17 & Gone(8)



He and I were different, too, but I don’t want to forget all the good things about him. Like how he’s fearless when it comes to braving heights, or breaking and entering; he once scaled the side of my house to reach an open window when I’d locked myself out, balancing on a flimsy gutter high up over the backyard, holding on by his fingertips.

There was the way he’d go ahead and do something with me, simply because I asked him to. He didn’t need to know why.

Like right then, in the snow. He was lifting the lock to take a look. A puff of his cold breath hung between us, as if reaching out to touch me, but I was just out of range. Just.

There I was, watching flurries fall and catch in his hair, those unruly curls of his poking out from under his hoodie, wishing I could tell him about Abby. But Jamie didn’t believe in things like ghosts. And how do you tell a sane, rational person that you’ve had an encounter with one? That you’ve connected somehow with a girl whose face you found on a poster? A girl who went missing right here? How she’s reaching out to you, you’re sure of it?

How she’s trying to communicate something, though you can’t quite make out the message?

I think bringing him with me was my way of telling him—but no matter what screamed out in the dark of my head while we stood there together at the gate, I guess he couldn’t hear if I didn’t open my mouth and let it out.

NO TRESPASSING signs hung on the chain link above us, glowing, practically nuclear, in the night. Snow dusted the shoulders of his green army peacoat, the one from the thrift store that was made for someone much bigger than him (but he wore it anyway, because I got it for him). He was silent for too long; I thought he’d given up and would say we should just go to the restaurant. Then his face lit up.

“So I can’t pick this lock,” he said, with a small smile. “But the chain? It’s busted.” With one hard tug, he got the chain open. The padlock fell into the snow.

Jamie was trying to meet my eyes, and I was trying not to let him. “So what is this place, anyway?” he asked.

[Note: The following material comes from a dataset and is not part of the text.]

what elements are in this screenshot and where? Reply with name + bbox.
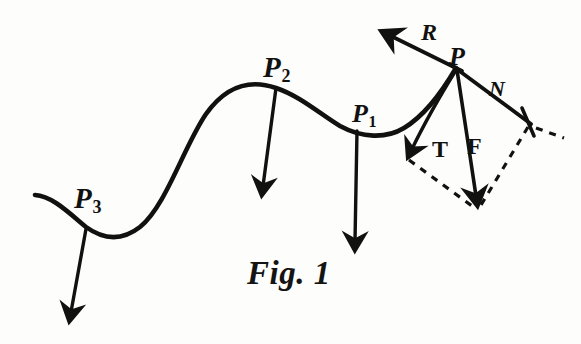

“A summer camp, for girls,” I said as I shoved the gate open into a snowdrift.

“They close it up for winter, but I wanted to see.”

I didn’t give him the chance to ask why. I pulled him through to the grounds of Lady-of-the-Pines, abandoned for winter, though from the way it looked that night, expanding into the dark distance, it could have been abandoned years ago, before my mom and I moved to the area, before I was even born.

Jamie and I walked along what I guessed was the main path inside. He took my hand. I don’t know what he thought we were doing there—what my intentions were, seeing how cold it was.

It was starting then, my need for distance. I could feel this crawling sense in my skin whenever he touched me, the need to put some molecules of air between us. I could feel the cold sweat on his palm and something greasy, like he’d gotten goop on his hands when he was playing with the lock on the gate.

There was an ultra-awareness of him, prickling and uncomfortable. Something so much more important was crowding out all thoughts of him.

We passed a shed and a white structure with the words MAIN OFFICE

carved in over the wooden door frame.

We went slowly, my flashlight exploring anything of interest, no words between us. Paths split off into the trees, the levels of snow lower to give hints of where they started, but not where they led. The quiet, except for our boots swishing through the freshly fallen snow, grew more and more intense.

Jamie startled me when he spoke. “I thought you said this place was closed.”

He’d found a set of prints, or really a series of indents over which the day’s snow had fallen. A small, squat building made of cinder blocks was to our left, and to our right a fenced-in square with a sign noting it as the compost, though whatever had been in there, rotting into the soil months before, was now frozen solid and shrouded in white.

“Probably only an animal,” I said, and as soon as the words left my mouth, a rustling could be heard, fast and loose like someone breaking into a panicked run. Then we saw it wasn’t someone at all—it was some thing. A fat little creature trundled out from the darkened patch of woods, over a fallen branch, to the edge of the compost, watching us with two yellow eyes as if waiting for the right moment to pounce.

“Is that a—” I started. “Oh, please no.

That’s a skunk.”

“It’s a fox,” he said. “I think.” We backed away slowly, putting distance between us and it.

This might have been our only encounter of the night on that vacant campground if the wind hadn't shifted and let me know she was close.

“Do you smell that?” I asked. “Like something’s burning?” It drifted—the scent of fire—from an unknown source.

Faint and far-off, but familiar enough to remind me of the dream. Of her. Of how I felt sure they were tangled up together.

“No, I—” he started, but I didn’t give him the chance to say more, because I was moving faster now, searching now, the smoke-thick veil between my world and her world loosening enough to let me slip in.

At some point during this, I let go of Jamie’s hand.

— 6 — SHE’D been here.

Abby Sinclair walked this very path, I could sense it. She’d spent whole weeks of her summer in this place before she was gone. She’d raised the flag on this pole and counted out change for candy at that canteen.